There was a silence. Two spots of color bloomed in her cheeks. Her eyes dared him to laugh at her. His brow puckered, then comprehension slowly dawned. She couldn’t undress herself because, as he remembered, the buttons on her gown marched in a straight line from the back of her neck to the base of her spine.
“I’ll be your lady’s maid,” he said.
She went rigid. “That won’t be necessary. If you’d just give me a knife, or a pair of scissors, I’ll cut my way out of my gown.”
“A knife or a pair of scissors?”
She nodded.
“Do I look crazy? Turn around. I’ll act as your lady’s maid.”
Her eyes went wide, and that got his temper going. He knew exactly what was going through her mind. “Lord
have mercy! You don’t think I’m going to have my wicked way with you? If you could only see yourself in a mirror, you would know how ludicrous that idea is.” Then again, “Now turn around.”
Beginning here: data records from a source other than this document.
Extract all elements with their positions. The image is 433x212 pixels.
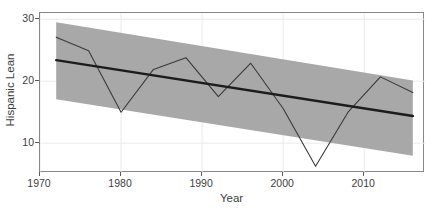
x-tick-label: 2010 bbox=[343, 177, 383, 189]
x-tick-label: 1970 bbox=[19, 177, 59, 189]
plot-panel bbox=[39, 12, 424, 172]
x-tick-mark bbox=[201, 172, 202, 176]
x-tick-label: 1990 bbox=[181, 177, 221, 189]
x-tick-mark bbox=[363, 172, 364, 176]
x-tick-mark bbox=[120, 172, 121, 176]
x-axis-tick-labels: 1970 1980 1990 2000 2010 bbox=[0, 177, 433, 191]
x-tick-label: 2000 bbox=[262, 177, 302, 189]
chart-figure: Hispanic Lean 30 20 10 bbox=[0, 0, 433, 212]
x-tick-label: 1980 bbox=[100, 177, 140, 189]
x-tick-mark bbox=[282, 172, 283, 176]
plot-area bbox=[40, 13, 425, 173]
figure-caption-strip bbox=[0, 203, 433, 212]
x-tick-mark bbox=[39, 172, 40, 176]
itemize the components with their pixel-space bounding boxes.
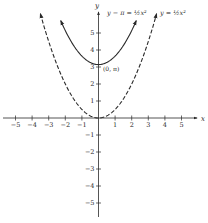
upper-parabola-equation: y − π = ½x² <box>106 9 147 17</box>
x-tick-label: −2 <box>61 121 71 129</box>
y-tick-label: 4 <box>90 46 94 54</box>
y-tick-label: 3 <box>90 63 94 71</box>
x-tick-label: 5 <box>179 121 183 129</box>
y-tick-label: −5 <box>85 199 95 207</box>
x-tick-label: 3 <box>146 121 150 129</box>
y-tick-label: −2 <box>85 148 95 156</box>
x-tick-label: −4 <box>27 121 37 129</box>
x-tick-label: 2 <box>130 121 134 129</box>
y-tick-label: 2 <box>90 80 94 88</box>
x-tick-label: −3 <box>44 121 54 129</box>
y-axis: 54321−1−2−3−4−5 y <box>85 2 101 217</box>
y-tick-label: −3 <box>85 165 95 173</box>
x-axis-label: x <box>201 115 205 123</box>
y-tick-label: 1 <box>90 97 94 105</box>
vertex-point-label: (0, π) <box>103 65 119 72</box>
y-tick-label: −4 <box>85 182 95 190</box>
y-tick-label: −1 <box>85 131 95 139</box>
lower-parabola-equation: y = ½x² <box>159 9 186 17</box>
x-tick-label: 4 <box>163 121 167 129</box>
y-tick-label: 5 <box>90 29 94 37</box>
x-tick-label: 1 <box>113 121 117 129</box>
x-tick-label: −1 <box>77 121 87 129</box>
x-tick-label: −5 <box>11 121 21 129</box>
y-axis-label: y <box>94 2 100 10</box>
parabola-chart: −5−4−3−2−112345 x 54321−1−2−3−4−5 y y − … <box>0 0 208 223</box>
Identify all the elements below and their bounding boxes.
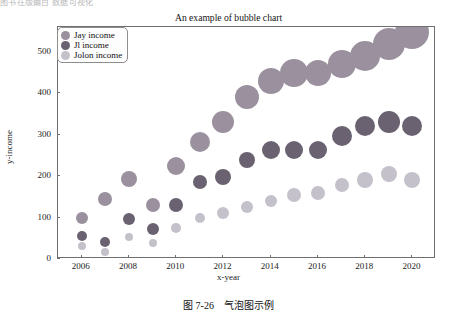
bubble-point <box>77 231 87 241</box>
x-axis-tick-label: 2018 <box>344 261 384 271</box>
x-axis-tick-label: 2014 <box>250 261 290 271</box>
y-axis-tick-mark <box>57 217 60 218</box>
bubble-chart-figure: An example of bubble chart 0100200300400… <box>0 0 457 320</box>
bubble-point <box>378 111 400 133</box>
bubble-point <box>121 171 137 187</box>
x-axis-tick-label: 2016 <box>297 261 337 271</box>
bubble-point <box>169 198 183 212</box>
legend-swatch-icon <box>61 41 70 50</box>
bubble-point <box>193 175 207 189</box>
bubble-point <box>402 116 422 136</box>
chart-legend[interactable]: Jay incomeJl incomeJolon income <box>57 27 128 63</box>
y-axis-tick-label: 300 <box>23 129 51 139</box>
bubble-point <box>212 111 234 133</box>
y-axis-tick-label: 500 <box>23 46 51 56</box>
x-axis-tick-mark <box>175 255 176 258</box>
x-axis-tick-mark <box>317 255 318 258</box>
bubble-point <box>171 223 181 233</box>
bubble-point <box>311 186 325 200</box>
y-axis-tick-label: 0 <box>23 253 51 263</box>
bubble-point <box>265 195 277 207</box>
x-axis-tick-mark <box>222 255 223 258</box>
bubble-point <box>98 192 112 206</box>
bubble-point <box>78 242 86 250</box>
bubble-point <box>125 233 133 241</box>
y-axis-tick-mark <box>57 92 60 93</box>
x-axis-tick-mark <box>364 255 365 258</box>
bubble-point <box>309 141 327 159</box>
legend-item-label: Jolon income <box>74 50 122 60</box>
bubble-point <box>217 207 229 219</box>
bubble-point <box>149 239 157 247</box>
bubble-point <box>100 237 110 247</box>
x-axis-tick-mark <box>128 255 129 258</box>
figure-caption: 图 7-26气泡图示例 <box>0 297 457 312</box>
bubble-point <box>381 166 397 182</box>
legend-item-jl-income[interactable]: Jl income <box>61 40 122 50</box>
legend-item-label: Jl income <box>74 40 109 50</box>
legend-item-jolon-income[interactable]: Jolon income <box>61 50 122 60</box>
legend-item-jay-income[interactable]: Jay income <box>61 30 122 40</box>
bubble-point <box>332 126 352 146</box>
bubble-point <box>101 248 109 256</box>
legend-item-label: Jay income <box>74 30 115 40</box>
bubble-point <box>235 85 259 109</box>
legend-swatch-icon <box>61 51 70 60</box>
y-axis-label: y-income <box>4 130 14 164</box>
x-axis-tick-mark <box>411 255 412 258</box>
bubble-point <box>123 213 135 225</box>
bubble-point <box>262 141 280 159</box>
x-axis-tick-mark <box>81 255 82 258</box>
bubble-point <box>215 169 231 185</box>
y-axis-tick-mark <box>57 175 60 176</box>
bubble-point <box>285 141 303 159</box>
legend-swatch-icon <box>61 31 70 40</box>
bubble-point <box>146 198 160 212</box>
x-axis-tick-label: 2008 <box>108 261 148 271</box>
bubble-point <box>195 213 205 223</box>
y-axis-tick-label: 100 <box>23 212 51 222</box>
bubble-point <box>355 116 375 136</box>
bubble-point <box>357 172 373 188</box>
bubble-point <box>241 201 253 213</box>
y-axis-tick-mark <box>57 258 60 259</box>
x-axis-tick-label: 2006 <box>61 261 101 271</box>
x-axis-label: x-year <box>0 272 457 282</box>
bubble-point <box>335 178 349 192</box>
bubble-point <box>167 157 185 175</box>
bubble-point <box>239 152 255 168</box>
bubble-point <box>76 212 88 224</box>
x-axis-tick-label: 2012 <box>202 261 242 271</box>
x-axis-tick-label: 2020 <box>391 261 431 271</box>
y-axis-tick-label: 200 <box>23 170 51 180</box>
y-axis-tick-mark <box>57 134 60 135</box>
figure-caption-number: 图 7-26 <box>183 300 214 311</box>
y-axis-tick-label: 400 <box>23 87 51 97</box>
bubble-point <box>190 132 210 152</box>
chart-title: An example of bubble chart <box>0 12 457 23</box>
figure-caption-text: 气泡图示例 <box>224 300 274 311</box>
x-axis-tick-mark <box>270 255 271 258</box>
x-axis-tick-label: 2010 <box>155 261 195 271</box>
bubble-point <box>287 188 301 202</box>
bubble-point <box>147 223 159 235</box>
bubble-point <box>404 172 420 188</box>
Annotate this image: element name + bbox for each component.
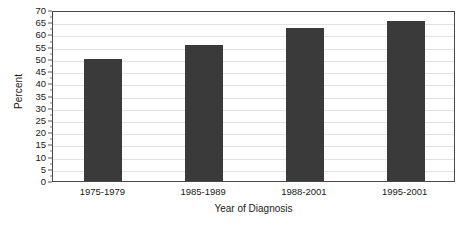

Her delicate nostrils flared, but she obeyed him, all the same.
The buttons were tiny and his fingers seemed to be all thumbs. At this rate, they’d be standing here till doomsday. He grasped the edges of her gown and yanked. Buttons spilled over the stone floor and rattled into corners and under the bed. The back of her gown gaped, revealing creamy white shoulders and her lacy stays. Her waist was surprisingly tiny, no more than a man’s hand-span. His hand-span.
Where did that insane thought come from? “Five minutes,” he ground out, then left her.
She waited till the door closed, then she yanked off her frock, then her stockings, and used the blanket to dry herself off.
“If you could only see yourself in a mirror,” she said, mimicking his tone of voice exactly. Well, if she was not mistaken, he was no Romeo. He couldn’t even unbutton a woman’s gown. It didn’t surprise her. What woman in her right mind would have Richard Maitland? Not this one. Not even his mistress wanted him. Poor Lucy Rider.
If she could only see herself in a mirror! What did he expect after all she’d been through? When she was all prettied up she was, so her father said, a raving beauty. Of course, her father was prejudiced, but even allowing for exaggeration, she wasn’t the hag Richard Maitland made her out to be.
She didn’t know why his barb stung. So he didn’t fancy her. So much the better. It was one thing less to worry about.